‘Yes, yes,’ cried Arthur Gride, shading his eyes with his hand, ‘it is a man, and not a spirit. It is a man. Robbers! robbers!’

‘For what are these cries raised? Unless indeed you know me, and have some purpose in your brain?’ said the stranger, coming close up to him. ‘I am no thief.’

‘What then, and how come you here?’ cried Gride, somewhat reassured, but still retreating from his visitor: ‘what is your name, and what do you want?’

‘My name you need not know,’ was the reply. ‘I came here, because I was shown the way by your servant. I have addressed you twice or thrice, but you were too profoundly engaged with your book to hear me, and I have been silently waiting until you should be less abstracted. What I want I will tell you, when you can summon up courage enough to hear and understand me.’

Arthur Gride, venturing to regard his visitor more attentively, and perceiving that he was a young man of good mien and bearing, returned to his seat, and muttering that there were bad characters about, and that this, with former attempts upon his house, had made him nervous, requested his visitor to sit down. This, however, he declined.

‘Good God! I don’t stand up to have you at an advantage,’ said Nicholas (for Nicholas it was), as he observed a gesture of alarm on the part of Gride. ‘Listen to me. You are to be married tomorrow morning.’

‘N—n—no,’ rejoined Gride. ‘Who said I was? How do you know that?’

‘No matter how,’ replied Nicholas, ‘I know it. The young lady who is to give you her hand hates and despises you. Her blood runs cold at the mention of your name; the vulture and the lamb, the rat and the dove, could not be worse matched than you and she. You see I know her.’

Gride looked at him as if he were petrified with astonishment, but did not speak; perhaps lacking the power.

‘You and another man, Ralph Nickleby by name, have hatched this plot between you,’ pursued Nicholas. ‘You pay him for his share in bringing about this sale of Madeline Bray. You do. A lie is trembling on your lips, I see.’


- **PROBLEM TO WORK ON**
Reprint all of the data below exactly as shown and skip every image.

⟨

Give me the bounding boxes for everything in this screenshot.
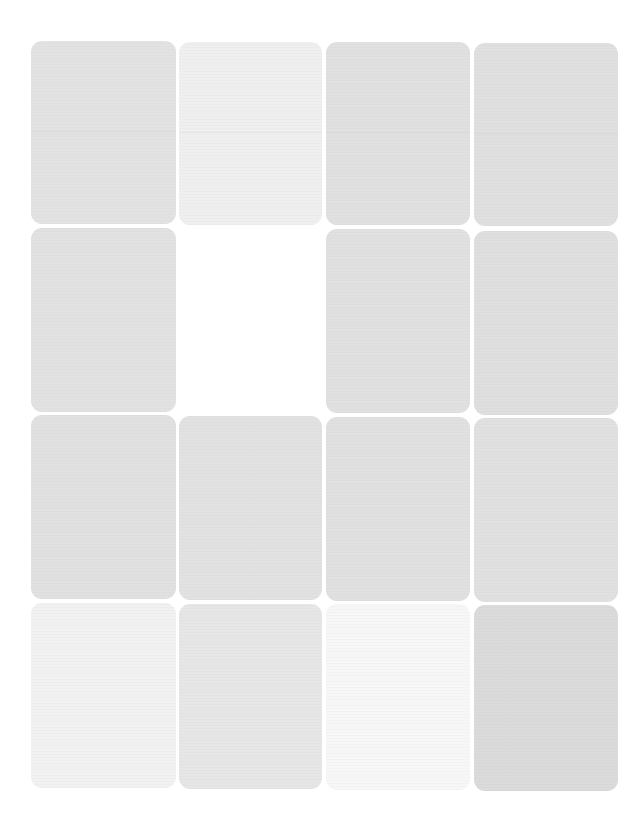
blank-tile: [474, 418, 618, 602]
blank-tile: [31, 228, 176, 412]
blank-tile: [474, 43, 618, 226]
fold-line: [326, 132, 470, 133]
blank-tile: [179, 604, 322, 789]
blank-tile: [326, 604, 470, 790]
blank-tile: [31, 41, 176, 224]
blank-tile: [326, 42, 470, 225]
blank-tile: [31, 415, 176, 599]
fold-line: [179, 132, 322, 133]
blank-tile: [326, 229, 470, 413]
blank-tile: [326, 417, 470, 601]
blank-tile: [474, 231, 618, 415]
blank-tile: [31, 603, 176, 788]
fold-line: [474, 133, 618, 134]
empty-tile-slot: [179, 229, 322, 413]
blank-tile: [179, 42, 322, 225]
tile-sheet: [0, 0, 644, 840]
blank-tile: [474, 605, 618, 791]
fold-line: [31, 131, 176, 132]
blank-tile: [179, 416, 322, 600]
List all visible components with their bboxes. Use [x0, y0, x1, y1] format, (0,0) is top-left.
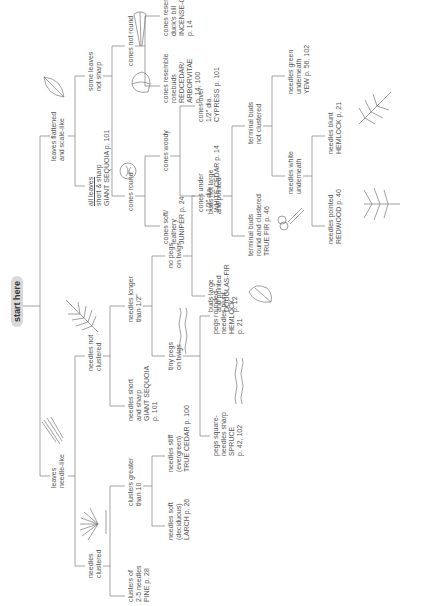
node-giant-sequoia-needles: needles shortand sharpGIANT SEQUOIAp. 10… [127, 366, 159, 421]
bud-sketch-icon [245, 280, 279, 306]
start-here-label: start here [11, 276, 23, 327]
node-incense-cedar: cones resembleduck's billINCENSE-CEDARp.… [162, 0, 194, 36]
clustered-buds-sketch-icon [276, 204, 308, 234]
node-redcedar-arborvitae: cones resemblerosebudsREDCEDAR/ARBORVITA… [162, 54, 202, 103]
needle-leaf-sketch-icon [40, 416, 68, 446]
node-redwood: needles pointedREDWOOD p. 40 [327, 189, 343, 244]
node-juniper: cones soft/leatheryJUNIPER p. 24 [162, 197, 186, 244]
node-needles-white: needles whiteunderneath [287, 151, 303, 194]
hemlock-sprig-sketch-icon [355, 88, 399, 128]
node-clusters-greater-10: clusters greaterthan 10 [127, 458, 143, 506]
node-white-cedar: cones under1/2" dia.WHITE-CEDAR p. 14 [197, 145, 221, 212]
feathery-branch-sketch-icon [62, 296, 106, 336]
node-no-pegs: no pegson twigs [167, 242, 183, 268]
node-some-leaves-not-sharp: some leavesnot sharp [87, 52, 103, 91]
scale-leaf-sketch-icon [40, 73, 72, 101]
round-cone-sketch-icon [118, 161, 142, 181]
node-needles-longer: needles longerthan 1/2" [127, 276, 143, 322]
node-terminal-buds-not-clustered: terminal budsnot clustered [247, 102, 263, 144]
duckbill-cone-sketch-icon [130, 8, 156, 48]
key-diagram: start here leavesneedle-like leaves flat… [0, 0, 426, 606]
node-larch: needles soft(deciduous)LARCH p. 26 [167, 499, 191, 540]
node-needles-not-clustered: needles notclustered [87, 335, 103, 371]
node-leaves-needle-like: leavesneedle-like [50, 454, 66, 488]
node-spruce: pegs square-needles sharpSPRUCEp. 42, 10… [212, 412, 244, 456]
needle-cluster-sketch-icon [78, 504, 116, 544]
node-hemlock-blunt: needles bluntHEMLOCK p. 21 [327, 102, 343, 154]
node-douglas-fir: buds largeand pointedDOUGLAS-FIRp. 12 [207, 264, 239, 312]
node-cones-woody: cones woody [162, 130, 170, 171]
node-needles-clustered: needlesclustered [87, 550, 103, 578]
node-true-cedar: needles stiff(evergreen)TRUE CEDAR p. 10… [167, 405, 191, 472]
rosebud-cone-sketch-icon [128, 66, 158, 96]
peg-twig-sketch-icon [176, 306, 196, 356]
node-giant-sequoia-leaves: all leavesshort & sharpGIANT SEQUOIA p. … [87, 130, 111, 206]
peg-twig-sketch-icon [232, 356, 252, 406]
redwood-sprig-sketch-icon [360, 184, 408, 224]
node-true-fir: terminal budsround and clusteredTRUE FIR… [247, 194, 271, 256]
node-pine: clusters of2-5 needlesPINE p. 28 [127, 565, 151, 602]
node-yew: needles greenunderneathYEW p. 56, 102 [287, 45, 311, 94]
node-leaves-scale-like: leaves flattenedand scale-like [50, 112, 66, 161]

⟩

- **SOLUTION FOR THIS PROBLEM**
Give me the bounding boxes for everything in this screenshot.
blank-tile: [474, 418, 618, 602]
blank-tile: [31, 228, 176, 412]
blank-tile: [474, 43, 618, 226]
fold-line: [326, 132, 470, 133]
blank-tile: [179, 604, 322, 789]
blank-tile: [326, 604, 470, 790]
blank-tile: [31, 41, 176, 224]
blank-tile: [326, 42, 470, 225]
blank-tile: [31, 415, 176, 599]
fold-line: [179, 132, 322, 133]
blank-tile: [326, 229, 470, 413]
blank-tile: [326, 417, 470, 601]
blank-tile: [474, 231, 618, 415]
blank-tile: [31, 603, 176, 788]
fold-line: [474, 133, 618, 134]
empty-tile-slot: [179, 229, 322, 413]
blank-tile: [179, 42, 322, 225]
tile-sheet: [0, 0, 644, 840]
blank-tile: [474, 605, 618, 791]
fold-line: [31, 131, 176, 132]
blank-tile: [179, 416, 322, 600]
List all visible components with their bboxes. Use [x0, y0, x1, y1] format, (0,0) is top-left.
node-giant-sequoia-needles: needles shortand sharpGIANT SEQUOIAp. 10… [127, 366, 159, 421]
bud-sketch-icon [245, 280, 279, 306]
start-here-label: start here [11, 276, 23, 327]
node-incense-cedar: cones resembleduck's billINCENSE-CEDARp.… [162, 0, 194, 36]
clustered-buds-sketch-icon [276, 204, 308, 234]
node-redcedar-arborvitae: cones resemblerosebudsREDCEDAR/ARBORVITA… [162, 54, 202, 103]
needle-leaf-sketch-icon [40, 416, 68, 446]
node-redwood: needles pointedREDWOOD p. 40 [327, 189, 343, 244]
node-juniper: cones soft/leatheryJUNIPER p. 24 [162, 197, 186, 244]
node-needles-white: needles whiteunderneath [287, 151, 303, 194]
hemlock-sprig-sketch-icon [355, 88, 399, 128]
node-clusters-greater-10: clusters greaterthan 10 [127, 458, 143, 506]
node-white-cedar: cones under1/2" dia.WHITE-CEDAR p. 14 [197, 145, 221, 212]
feathery-branch-sketch-icon [62, 296, 106, 336]
node-no-pegs: no pegson twigs [167, 242, 183, 268]
node-some-leaves-not-sharp: some leavesnot sharp [87, 52, 103, 91]
scale-leaf-sketch-icon [40, 73, 72, 101]
round-cone-sketch-icon [118, 161, 142, 181]
node-needles-longer: needles longerthan 1/2" [127, 276, 143, 322]
node-terminal-buds-not-clustered: terminal budsnot clustered [247, 102, 263, 144]
duckbill-cone-sketch-icon [130, 8, 156, 48]
key-diagram: start here leavesneedle-like leaves flat… [0, 0, 426, 606]
node-larch: needles soft(deciduous)LARCH p. 26 [167, 499, 191, 540]
node-needles-not-clustered: needles notclustered [87, 335, 103, 371]
node-leaves-needle-like: leavesneedle-like [50, 454, 66, 488]
node-spruce: pegs square-needles sharpSPRUCEp. 42, 10… [212, 412, 244, 456]
needle-cluster-sketch-icon [78, 504, 116, 544]
node-hemlock-blunt: needles bluntHEMLOCK p. 21 [327, 102, 343, 154]
node-douglas-fir: buds largeand pointedDOUGLAS-FIRp. 12 [207, 264, 239, 312]
node-cones-woody: cones woody [162, 130, 170, 171]
node-needles-clustered: needlesclustered [87, 550, 103, 578]
node-true-cedar: needles stiff(evergreen)TRUE CEDAR p. 10… [167, 405, 191, 472]
rosebud-cone-sketch-icon [128, 66, 158, 96]
peg-twig-sketch-icon [176, 306, 196, 356]
node-giant-sequoia-leaves: all leavesshort & sharpGIANT SEQUOIA p. … [87, 130, 111, 206]
peg-twig-sketch-icon [232, 356, 252, 406]
redwood-sprig-sketch-icon [360, 184, 408, 224]
node-true-fir: terminal budsround and clusteredTRUE FIR… [247, 194, 271, 256]
node-pine: clusters of2-5 needlesPINE p. 28 [127, 565, 151, 602]
node-yew: needles greenunderneathYEW p. 56, 102 [287, 45, 311, 94]
node-leaves-scale-like: leaves flattenedand scale-like [50, 112, 66, 161]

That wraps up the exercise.